Ethiopia's military on Sunday warned of an all-out assault on Mekele, capital of the Tigray region, telling civilians to flee while they still can.
"The next decisive battle is to surround Mekele with tanks," Dejene Tsegaye, a military spokesman, told state broadcasters on Sunday, threatening a siege of the city.
He added a warning for Mekele's half a million residents: "Save yourself. A directive has been communicated for you to dissociate yourself from this junta, after that there will be no mercy."
Prime Minister Abiy Ahmed — last year's Nobel Peace Prize winner — launched a military campaign against the Tigray People's Liberation Front (TPLF) on November 4, accusing it of attacking two federal military camps in the region, and of defying his government and seeking to destabilise it.
Communications blackout
A communications blackout in the region has made claims from both sides difficult to verify but hundreds of people are reported to have been killed while tens of thousands have fled the fighting into neighbouring Sudan.
Abiy's government has claimed the capture of a string of towns in recent days, including the ancient city of Aksum and the town of Edega Hamus, 100 kilometres north of Mekele.
"Defence forces have controlled Edaga Hamus city, which is on the road from Adigrat to Mekele," the Ethiopia State of Emergency Fact Check, a government agency, said on Sunday.
"The defence forces are currently marching on the campaign's last goal, Mekele city."
TPLF leader Debretsion Gebremichael promised "fierce fighting" to hold up the Ethiopian defence forces advance. "They'll continue to pay for every move," he told AFP.
Debretsion warned that an assault on Mekele will not be the conflict's endgame. "As long as the occuption force is in Tigray, fighting will not stop," he said.
The TPLF led the overthrow of Mengistu Hailemariam, head of Ethiopia's military Derg regime, in 1991 and dominated the country's politics until Abiy became prime minister in 2018.
The party continues to rule Tigray, one of 10 regional states under Ethiopia’s system of federalism whereby regions are delineated by ethnicity and language.
TPLF leaders have complained of being sidelined by Abiy and blamed for the country’s woes.
The bitter feud with the central government led the TPLF to hold their own elections this year despite the postponement of national polls due to the coronavirus pandemic.
Abiy has spurned all calls for peace, including from the African Union — which plans to send three former national presidents as special envoys in the coming days — and from the US and the UN which has warned of a looming humanitarian disaster.
His government regards the TPLF as a criminal administration and appears intent on winning the military battle rather than negotiating.
Military action has already spread beyond Tigray’s borders with the TPLF firing rockets at Asmara, the capital of neighbouring Eritrea to the north, which it accuses of supporting the Ethiopian government, and at the city of Bahir Dar to the southwest.
The campaign has seen warplanes bombing Tigray and heavy fighting.
Amnesty International has documented a gruesome massacre in which "scores, and likely hundreds, of people were stabbed or hacked to death” in the south-western town of Mai-Kadra.
The UN has called for the opening of humanitarian corridors to allow aid agencies access, and has said it is preparing for as many as 200,000 refugees to flee the unrest in the coming months.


* **What you should do**
Set down the entries below exactly, leaving out all images.

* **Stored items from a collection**

·····

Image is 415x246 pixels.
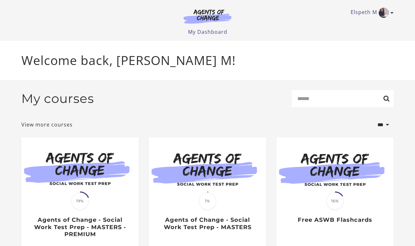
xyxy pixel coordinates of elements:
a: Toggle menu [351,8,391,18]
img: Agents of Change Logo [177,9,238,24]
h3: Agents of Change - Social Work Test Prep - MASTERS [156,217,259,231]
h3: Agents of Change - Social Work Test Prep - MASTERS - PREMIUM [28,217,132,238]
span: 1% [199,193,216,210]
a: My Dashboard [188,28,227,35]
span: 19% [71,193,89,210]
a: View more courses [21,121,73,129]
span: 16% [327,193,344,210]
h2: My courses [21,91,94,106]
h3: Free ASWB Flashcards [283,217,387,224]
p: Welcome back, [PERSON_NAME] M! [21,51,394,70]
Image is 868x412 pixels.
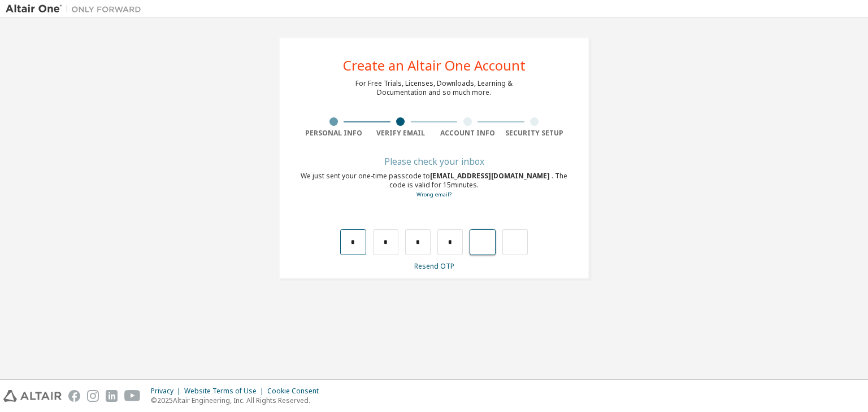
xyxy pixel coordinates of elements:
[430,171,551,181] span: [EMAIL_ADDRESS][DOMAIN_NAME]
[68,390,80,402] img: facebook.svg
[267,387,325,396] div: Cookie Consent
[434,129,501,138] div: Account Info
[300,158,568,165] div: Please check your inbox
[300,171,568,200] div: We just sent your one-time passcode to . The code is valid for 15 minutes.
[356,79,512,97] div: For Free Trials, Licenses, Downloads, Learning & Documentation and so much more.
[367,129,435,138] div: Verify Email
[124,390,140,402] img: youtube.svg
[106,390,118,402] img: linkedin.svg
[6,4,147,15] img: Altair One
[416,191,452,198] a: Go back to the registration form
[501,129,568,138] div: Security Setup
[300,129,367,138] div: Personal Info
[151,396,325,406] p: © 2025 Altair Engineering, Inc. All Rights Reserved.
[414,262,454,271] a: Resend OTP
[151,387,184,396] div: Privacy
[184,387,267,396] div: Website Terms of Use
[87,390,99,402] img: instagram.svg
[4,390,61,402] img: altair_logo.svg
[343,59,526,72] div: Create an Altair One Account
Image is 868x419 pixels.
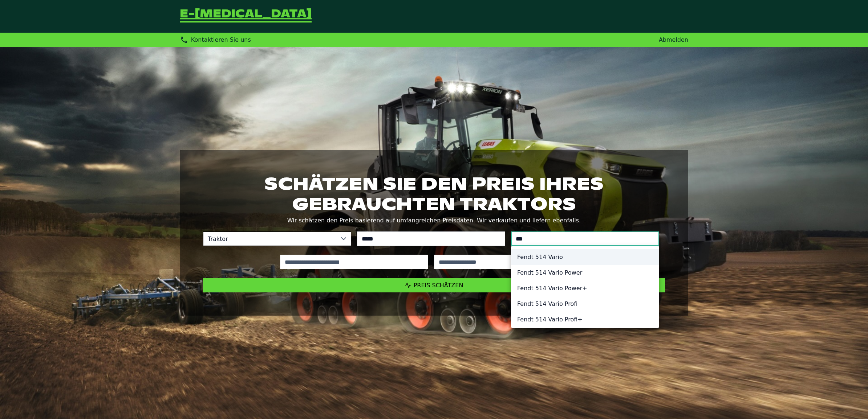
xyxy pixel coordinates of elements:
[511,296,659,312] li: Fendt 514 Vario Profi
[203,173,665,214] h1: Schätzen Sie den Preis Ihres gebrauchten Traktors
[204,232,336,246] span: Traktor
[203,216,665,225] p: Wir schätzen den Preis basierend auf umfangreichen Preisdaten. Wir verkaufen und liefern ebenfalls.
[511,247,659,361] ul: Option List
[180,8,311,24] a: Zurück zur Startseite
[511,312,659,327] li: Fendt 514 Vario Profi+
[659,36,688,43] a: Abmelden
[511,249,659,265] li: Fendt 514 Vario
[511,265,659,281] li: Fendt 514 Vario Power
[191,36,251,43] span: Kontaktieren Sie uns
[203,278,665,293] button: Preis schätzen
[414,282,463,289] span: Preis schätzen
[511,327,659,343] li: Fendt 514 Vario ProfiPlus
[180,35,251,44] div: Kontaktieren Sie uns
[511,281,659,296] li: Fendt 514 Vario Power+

·····

* **Completed task**
Image is 415x246 pixels.
xyxy pixel coordinates of elements:
a: Toggle menu [351,8,391,18]
img: Agents of Change Logo [177,9,238,24]
h3: Agents of Change - Social Work Test Prep - MASTERS [156,217,259,231]
h3: Agents of Change - Social Work Test Prep - MASTERS - PREMIUM [28,217,132,238]
span: 1% [199,193,216,210]
a: My Dashboard [188,28,227,35]
span: 19% [71,193,89,210]
a: View more courses [21,121,73,129]
span: 16% [327,193,344,210]
h2: My courses [21,91,94,106]
h3: Free ASWB Flashcards [283,217,387,224]
p: Welcome back, [PERSON_NAME] M! [21,51,394,70]
Image is 868x412 pixels.
xyxy pixel coordinates of elements:
[430,171,551,181] span: [EMAIL_ADDRESS][DOMAIN_NAME]
[68,390,80,402] img: facebook.svg
[267,387,325,396] div: Cookie Consent
[434,129,501,138] div: Account Info
[300,158,568,165] div: Please check your inbox
[300,171,568,200] div: We just sent your one-time passcode to . The code is valid for 15 minutes.
[356,79,512,97] div: For Free Trials, Licenses, Downloads, Learning & Documentation and so much more.
[367,129,435,138] div: Verify Email
[124,390,140,402] img: youtube.svg
[106,390,118,402] img: linkedin.svg
[6,4,147,15] img: Altair One
[416,191,452,198] a: Go back to the registration form
[501,129,568,138] div: Security Setup
[300,129,367,138] div: Personal Info
[151,396,325,406] p: © 2025 Altair Engineering, Inc. All Rights Reserved.
[414,262,454,271] a: Resend OTP
[151,387,184,396] div: Privacy
[184,387,267,396] div: Website Terms of Use
[87,390,99,402] img: instagram.svg
[4,390,61,402] img: altair_logo.svg
[343,59,526,72] div: Create an Altair One Account
Image is 868x419 pixels.
xyxy pixel coordinates of elements:
[511,296,659,312] li: Fendt 514 Vario Profi
[203,173,665,214] h1: Schätzen Sie den Preis Ihres gebrauchten Traktors
[204,232,336,246] span: Traktor
[203,216,665,225] p: Wir schätzen den Preis basierend auf umfangreichen Preisdaten. Wir verkaufen und liefern ebenfalls.
[511,247,659,361] ul: Option List
[180,8,311,24] a: Zurück zur Startseite
[511,312,659,327] li: Fendt 514 Vario Profi+
[659,36,688,43] a: Abmelden
[511,249,659,265] li: Fendt 514 Vario
[511,265,659,281] li: Fendt 514 Vario Power
[191,36,251,43] span: Kontaktieren Sie uns
[203,278,665,293] button: Preis schätzen
[414,282,463,289] span: Preis schätzen
[511,327,659,343] li: Fendt 514 Vario ProfiPlus
[180,35,251,44] div: Kontaktieren Sie uns
[511,281,659,296] li: Fendt 514 Vario Power+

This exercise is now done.